Our supposedly advanced, free system is entirely reliant on the self restraint of those in power and sadly in what seemed like the once free west, the self restraint is gone. There are some customs and institutions and laws that have acted as safeguards, but they’re busy dismantling those, aren’t they?
And the monarchy isn’t just not doing anything to stop it, not even just standing by watching doing nothing, they’re leading the bloody charge. So they are of less than no use to me. They are a menace to my freedom.
Off to Saudi Arabia they go.
Poundbury is a horrid carbunkel on the lovely town of Dorchester.
Child abuse – call child protection.
Another deranged inadequately-educated royal telling us things that we know are not true.
Stick with whatever the day job is please.
The kid’s doing well. At just two years old he’s already got the confused vacant eyes and all the knowledge he’ll ever need to become a climate activist.
we know that when the climate is vulnerable, the most vulnerable people are affected by it. And we’re going to see that more and more, you know, each time there’s a crisis happening, that people are going to be vulnerable
Getting rid of this bunch of overrated simpletons-with-sex-lives for any kind of public function would really make sense.
Eugenie:
“Speaking at the World Economic Forum in Davos”
In exactly what capacity has this handout merchant been speaking at the eugenecist fest?
Who paid for her to attend? Us or Charlie boy?
“Plastic causes climate change which causes slavery”. OMG, Too much inbreeding
So she wants the kid to be a climate activist.
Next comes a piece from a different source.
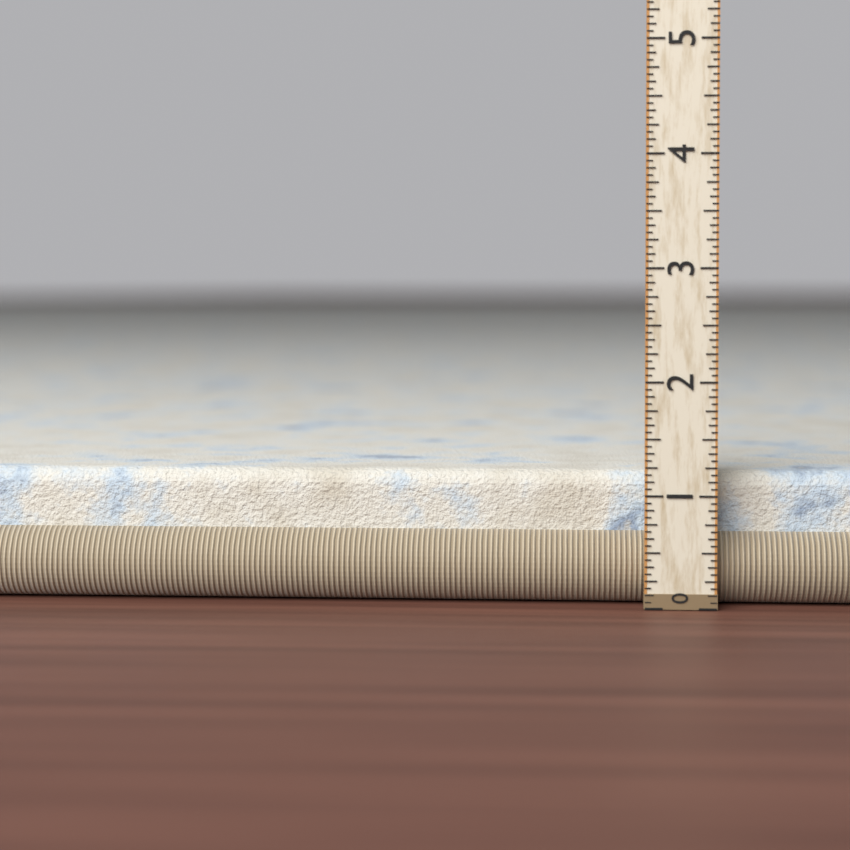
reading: 1.1875 (no unit)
Go and glue him to the M25 then
Class.


So it’s the plastic wot dun it ! & There’s me thinking it was the WEF Globalist tinkerers !! Thank God the Royal Family are not part of it – oh hang on……
It’s not that such cultish attitudes and behaviour haven’t been analysed yet. https://off-guardian.org/2023/01/16/science-blessed-be-thy-name/
https://www.achgut.com/artikel/wissenschaft_religion_groessenwahn
Shocking.
The 97% consensus fraud exposed. https://www.2ndsmartestguyintheworld.com/p/97-consensus-what-consensus
There is such a thing as too much Battenberg (far too rich)
Perhaps one should look modern slavery in relation to rare mineral extraction.
I’ve noticed all the inbred remarks have been removed! Will this mention of a mention be removed?
I was prepared to give the monarchy a chance after QE2 passed but am now beginning to think the Windsors should quit while they’re still ahead.
Or marry into another royal family so we can exchange them for a spare son on the other side.
The Windsor’s all seem to be suffering from the same conditions: a severe lack of functioning brain-cells and a belief that they have the right to lecture the rest of us about their climate delusion.
She forgot the bit about the end of the Monarchy
“The Environment” or “Social Justice” are the default activities for those Royals, Pop Stars, Actors and other assorted self styled do gooders who mostly would not be able to explain the alleged global warming to a bunch of 3-year-olds. ———— “Saving the Planet” is now the must have fashionable accessory. They speak of their “children and grandchildren’s future”, but ofcourse none of their children will struggle to heat their house because cheap abundant energy has been removed, and replaced with expensive unreliable energy. ——–To all the Eugenie’s of this world I say—-“There are one billion people in this world with no electricity and people like you are helping to maintain that miserable state of affairs with your pathetic eco posturing”.
The sad thing is that constitutional monarchy has worked very well for us. A slimmed down non political Royal Family is essential if it is to survive.
If it’s all about our children and grandchildren then a better grand standing viewpoint for her would be to call
for a stop to the self inflicted injuries that are net zero. As it is the daft brat is calling for her kids to not only have no access to reliable power, but to protest for and demand it. Just another ignorant bandwagon jumper.
No plastic in the home – so we can assume that she has safely disposed of phones, TV and all electronic equipment and the cars must have gone as well.
Moronarchy.
Word of the year/years to come.
Saddling the poor kid with a stupid name won’t help.